Consider the Atkins diet.  I like to believe that Dr. Atkins was on the right track, but that he had some of the details wrong.  Clearly, he realized that there was something about carbohydrate in the American diet that was causing a problem.  But he did not understand that there is a big difference between muffins and mangoes, white flour and lentils, table sugar and peaches.  So people who tried the Atkins diet lost lots of weight when they removed virtually ALL the carb from their diets, even green beans, and then regained it when they got tired of the restriction and began to eat breakfast cereal again.  Along with doughnuts, pasta, bread, cookies, cake, and potato chips.  



Dr Atkins also did not understand that there is a big difference between a slice of salmon and a scoop of Crisco.  To him, all fats were the same and they all were good.  We know now that that is not true.



We are still sorting out the differences among the three main families of fats: saturated, monounsaturated, and polyunsaturated.  We know for sure that omega-3 polyunsaturated fatty acids are very good for us, and that the standard American diet is extremely deficient in them.  We know that we can increase our consumption of omega-3s by eating more fish, walnuts, flax seed, and green, leafy vegetables.  



We have seen the benefits of the Mediterranean diet, in which olive oil (a monounsaturated fat) is the main fat used for cooking, and from this we understand that olive oil, too, is good for us.  Conversely, we know that trans fats (partially hydrogenated polyunsaturated fats) damage blood vessels, causing heart attacks and strokes.  We know they also increase the risk of diabetes, high blood pressure, and high cholesterol.  So trans fats are definitely NOT good.

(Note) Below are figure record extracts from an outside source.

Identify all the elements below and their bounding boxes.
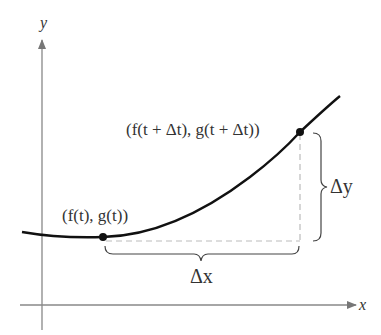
delta-x-label: Δx	[190, 265, 213, 287]
delta-y-label: Δy	[330, 175, 353, 198]
point-t	[99, 233, 107, 241]
point-t-plus-delta-label: (f(t + Δt), g(t + Δt))	[126, 120, 260, 139]
delta-y-brace	[313, 133, 327, 241]
point-t-label: (f(t), g(t))	[62, 206, 128, 225]
y-axis-label: y	[38, 14, 48, 32]
delta-x-brace	[105, 246, 299, 261]
parametric-derivative-diagram: y x Δx Δy (f(t), g(t)) (f(t + Δt), g(t +…	[0, 0, 381, 335]
x-axis-label: x	[358, 296, 366, 313]
point-t-plus-delta	[296, 128, 304, 136]
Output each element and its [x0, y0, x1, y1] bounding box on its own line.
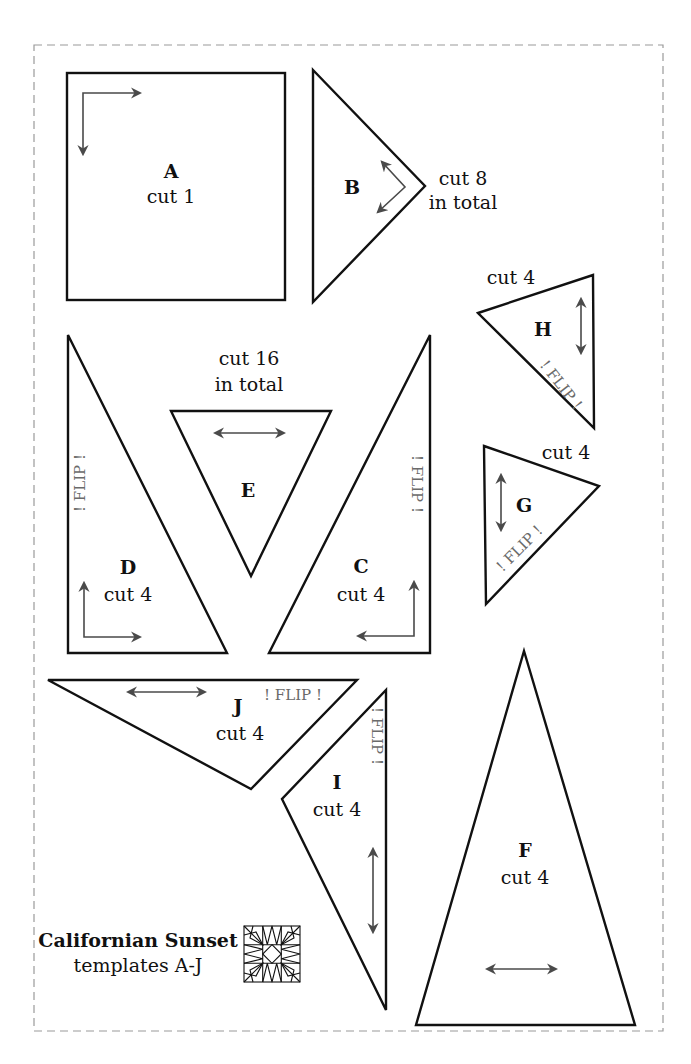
- template-h: H cut 4 ! FLIP !: [478, 266, 594, 428]
- template-f-letter: F: [518, 839, 532, 861]
- template-f: F cut 4: [416, 651, 635, 1025]
- template-b-shape: [313, 70, 425, 302]
- template-b: B cut 8 in total: [313, 70, 497, 302]
- template-d-letter: D: [120, 556, 136, 578]
- template-c-letter: C: [353, 555, 368, 577]
- template-c-shape: [269, 335, 430, 653]
- template-e-cut-total: in total: [215, 373, 283, 395]
- template-e-letter: E: [241, 479, 255, 501]
- template-j-cut: cut 4: [216, 722, 265, 744]
- diagram-title-block: Californian Sunset templates A-J: [38, 929, 238, 976]
- diagram-subtitle: templates A-J: [74, 954, 203, 976]
- template-c: ! FLIP ! C cut 4: [269, 335, 430, 653]
- template-g-letter: G: [516, 494, 532, 516]
- template-h-letter: H: [534, 318, 552, 340]
- template-a-cut: cut 1: [147, 185, 196, 207]
- template-a-letter: A: [163, 160, 179, 182]
- template-d: ! FLIP ! D cut 4: [68, 335, 227, 653]
- template-j-letter: J: [232, 695, 243, 717]
- template-i-flip: ! FLIP !: [368, 707, 386, 765]
- template-g-cut: cut 4: [542, 441, 591, 463]
- template-e-cut: cut 16: [219, 347, 280, 369]
- template-h-cut: cut 4: [487, 266, 536, 288]
- template-c-flip: ! FLIP !: [408, 455, 426, 513]
- template-c-cut: cut 4: [337, 583, 386, 605]
- template-b-cut-total: in total: [429, 191, 497, 213]
- template-i-cut: cut 4: [313, 798, 362, 820]
- template-g: G cut 4 ! FLIP !: [484, 441, 599, 604]
- quilt-block-icon: [244, 926, 300, 982]
- template-e: E cut 16 in total: [171, 347, 331, 576]
- template-d-cut: cut 4: [104, 583, 153, 605]
- template-f-cut: cut 4: [501, 866, 550, 888]
- template-d-flip: ! FLIP !: [71, 454, 89, 512]
- diagram-title: Californian Sunset: [38, 929, 238, 951]
- template-j-flip: ! FLIP !: [264, 686, 322, 704]
- template-sheet: A cut 1 B cut 8 in total H cut 4 ! FLIP …: [0, 0, 691, 1064]
- template-b-letter: B: [344, 176, 360, 198]
- template-d-shape: [68, 335, 227, 653]
- template-a: A cut 1: [67, 73, 285, 300]
- template-i-letter: I: [333, 771, 342, 793]
- template-b-cut: cut 8: [439, 167, 488, 189]
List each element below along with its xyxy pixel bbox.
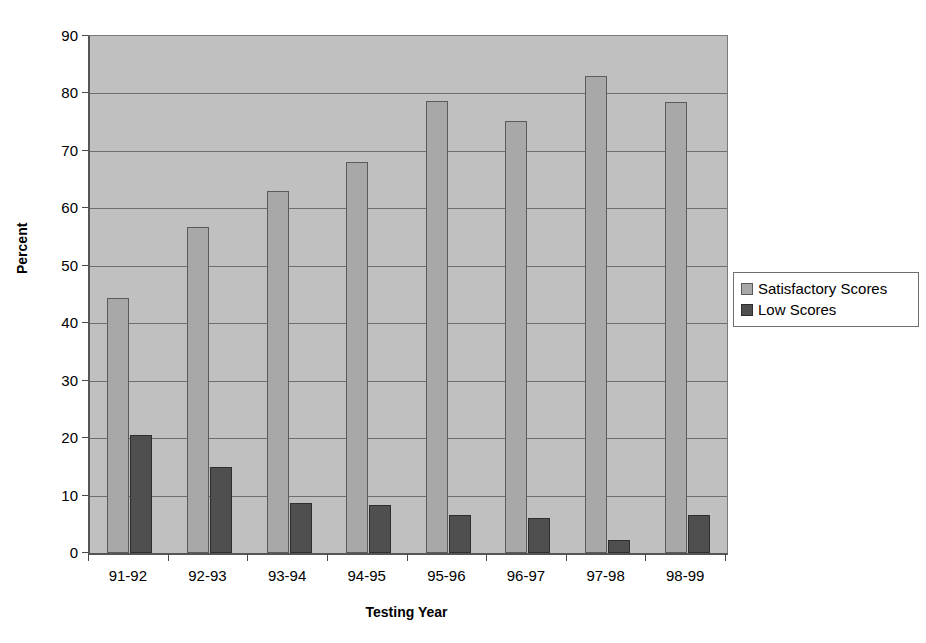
bar-low	[369, 505, 391, 553]
x-axis-title: Testing Year	[0, 604, 813, 620]
x-tick-label: 93-94	[247, 568, 327, 583]
bar-satisfactory	[267, 191, 289, 553]
gridline	[90, 323, 727, 324]
legend-label-satisfactory: Satisfactory Scores	[758, 280, 887, 297]
x-tick-mark	[327, 554, 328, 561]
gridline	[90, 266, 727, 267]
x-tick-label: 91-92	[88, 568, 168, 583]
bar-low	[290, 503, 312, 553]
bar-satisfactory	[585, 76, 607, 553]
bar-chart: Percent 0102030405060708090 91-9292-9393…	[0, 0, 926, 643]
x-tick-label: 97-98	[566, 568, 646, 583]
plot-area	[88, 35, 728, 555]
y-tick-label: 90	[42, 28, 78, 43]
bar-satisfactory	[665, 102, 687, 554]
x-tick-label: 96-97	[486, 568, 566, 583]
legend-item-satisfactory: Satisfactory Scores	[741, 278, 912, 299]
bar-low	[688, 515, 710, 553]
y-axis-title: Percent	[14, 223, 30, 274]
x-tick-mark	[168, 554, 169, 561]
y-tick-label: 10	[42, 488, 78, 503]
x-tick-mark	[725, 554, 726, 561]
y-tick-label: 30	[42, 373, 78, 388]
gridline	[90, 93, 727, 94]
bar-low	[528, 518, 550, 553]
y-tick-label: 20	[42, 430, 78, 445]
legend: Satisfactory Scores Low Scores	[733, 272, 919, 327]
gridline	[90, 496, 727, 497]
gridline	[90, 208, 727, 209]
x-tick-mark	[247, 554, 248, 561]
y-tick-label: 80	[42, 85, 78, 100]
bar-satisfactory	[426, 101, 448, 553]
bar-satisfactory	[107, 298, 129, 553]
y-tick-label: 60	[42, 200, 78, 215]
bar-satisfactory	[346, 162, 368, 553]
y-tick-label: 40	[42, 315, 78, 330]
satisfactory-swatch-icon	[741, 283, 753, 295]
x-tick-mark	[486, 554, 487, 561]
bar-satisfactory	[187, 227, 209, 553]
bar-low	[210, 467, 232, 553]
bar-low	[130, 435, 152, 553]
bar-low	[608, 540, 630, 553]
y-tick-label: 50	[42, 258, 78, 273]
bar-satisfactory	[505, 121, 527, 553]
x-tick-mark	[88, 554, 89, 561]
x-tick-label: 98-99	[645, 568, 725, 583]
x-tick-mark	[566, 554, 567, 561]
y-tick-label: 70	[42, 143, 78, 158]
bar-low	[449, 515, 471, 553]
y-tick-label: 0	[42, 545, 78, 560]
x-tick-label: 92-93	[167, 568, 247, 583]
x-tick-label: 94-95	[327, 568, 407, 583]
gridline	[90, 438, 727, 439]
legend-item-low: Low Scores	[741, 299, 912, 320]
x-tick-label: 95-96	[406, 568, 486, 583]
x-tick-mark	[645, 554, 646, 561]
gridline	[90, 381, 727, 382]
low-swatch-icon	[741, 304, 753, 316]
gridline	[90, 151, 727, 152]
x-tick-mark	[407, 554, 408, 561]
legend-label-low: Low Scores	[758, 301, 836, 318]
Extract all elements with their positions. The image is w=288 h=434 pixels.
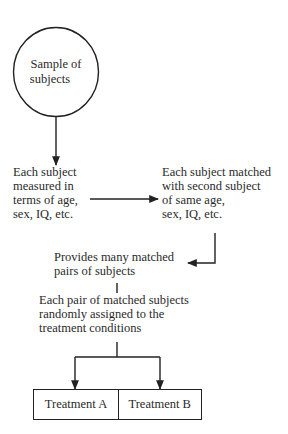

But there is still a great deal to figure out.  We know, for example, that cocoa butter is one of the most highly saturated fats on the planet.  But….isn’t dark chocolate supposed to be good?  And aren’t saturated fats supposed to be bad?  So what does this tell me?  That we still have a lot to learn.  



Want another curious example?  Most animal fats are actually a mixture of a variety of monounsaturated, polyunsaturated and saturated fats.  Which animal fat contains the most monounsaturated fat, similar to olive oil?  Lard.  Yes, believe it or not, that is true.  So what is most clear to me at this point is that we still, indeed, have a lot to learn.



At the same time, there are some things that I do understand.  The fact is that there are good examples of nutritious foods from each of the three main nutrient groups (fats, carbohydrates, and protein).  If I’m going to make a recommendation that you try one, or if I use one in a recipe or an explanation, I don’t think I need to qualify it with the word “healthy.”   Fat IS healthy.  Protein IS healthy.  Carbohydrates are healthy, too, as long as you get most of them the way our ancestors did, from the garden, with the fiber still intact.  Think fruits, vegetables, legumes, whole grains.  These are carbohydrates, through and through.  When I include one in a recipe, I don’t need to say “healthy” apples.  You can assume that I am referring to apples without worms or pesticides. 



When I talk about fats and oils, you can assume the same.